We have taken into account firstly surveys, literature and research articles about electricity interruptions. We have also utilized all the internal energy market country reviews by the European Commission (2006b). To get a better grip on member states’ own perspective, we have utilized the unedited annual reports that EU member states prepare for ERGEC (European Regulators’ Group for Electricity and Gas) (2006a). The authors have also had useful discussions with electricity experts both in meetings and by email.
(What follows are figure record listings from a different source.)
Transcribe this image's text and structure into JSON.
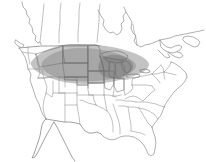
{
  "figure": {
    "kind": "range-map",
    "width": 206,
    "height": 162,
    "background_color": "#ffffff",
    "has_visible_text": false,
    "has_legend": false,
    "has_border": false
  },
  "map": {
    "region": "North America",
    "projection_look": "conic",
    "base_features": [
      "United States state boundaries",
      "Canada outline",
      "Mexico outline",
      "Great Lakes",
      "Atlantic coastline",
      "Pacific coastline",
      "Gulf of Mexico coastline",
      "Baja California peninsula",
      "Florida peninsula",
      "Maritime provinces"
    ],
    "colors": {
      "land": "#ffffff",
      "coastline": "#7c7c7c",
      "state_border": "#8d8d8d",
      "country_border": "#6e6e6e",
      "range_light": "#b9b9b9",
      "range_core": "#9e9e9e",
      "range_dark": "#8a8a8a"
    }
  },
  "range": {
    "label": "shaded distribution range",
    "shape": "lens / elongated ellipse oriented west-northwest to east-southeast",
    "extent_description": "Upper Midwest and northern Great Plains, from Montana and Idaho east to the Great Lakes and lower Michigan",
    "states_covered": [
      "Montana",
      "North Dakota",
      "South Dakota",
      "Nebraska",
      "Minnesota",
      "Iowa",
      "Wisconsin",
      "Illinois",
      "Michigan",
      "northern Indiana"
    ],
    "states_partial": [
      "Idaho",
      "Wyoming",
      "Missouri",
      "Ohio",
      "Kansas"
    ],
    "density_levels": [
      {
        "name": "outer",
        "color": "#b9b9b9",
        "note": "light grey feathered edge over the plains"
      },
      {
        "name": "core",
        "color": "#9e9e9e",
        "note": "mid grey over the Dakotas, Nebraska, Iowa, Minnesota"
      },
      {
        "name": "densest",
        "color": "#8a8a8a",
        "note": "dark grey concentration around Wisconsin, Michigan and the Great Lakes"
      }
    ]
  }
}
While focusing on the question of blackouts, this work and its conclusions is informed by the following main themes:

1. Resilient systems

Resilience, a term borrowed from ecology, means the capacity of a system to respond to emergencies. Resiliency can involve redundancy, substitutability, diversity and possibility of decoupling and dispersion. The capacity of a system to respond to emergencies depends on deeper factors than emergency planning. A resilient system emphasises long-term planning and capacity building which enables both emergency responses and servicing robust economic growth.

2. Globalisation

International linkages, both within and external to the EU have become more important. Energy professionals with specific expertise often need to understand wider local, national and international contexts of their decisions. Although cross-border electricity systems are technically speaking not new, the strivings for common European electricity market have led the grids to accommodate increased electricity flows over longer distances.

3. Sustainability

The demand for sustainability is increasingly shaping the energy industry, with several EU-level steering mechanisms for sustainable energy production in-place or under-way. This challenge needs to be understood in developing a resilient system capable of ensuring energy security. The elements of diversification of energy sources and implementation of renewable energy as a part of sustainability will be involved.Indeed, with the attention that sustainability is receivingin energy politics at the moment, the security of electricity grids may be at risk from this bias alone.

4. Public acceptability

Public acceptability has become a key question both for long-term investment decisions (for example, in relation to nuclear power and use of land for power lines). Winning public acceptance is critical to successful innovation for all energy professionals. Increasingly this means confronting public anxieties, like the fear of power lines causing cancer. Well-prepared communication between operators and public is essential here. It should be emphasised that this is not simply a matter of presentation of the sort that could usefully be outsourced to public relations specialists. A precondition for such communication is that the operators themselves have a clear common understanding of their role. An incoherent message cannot be communicated and cannot win support.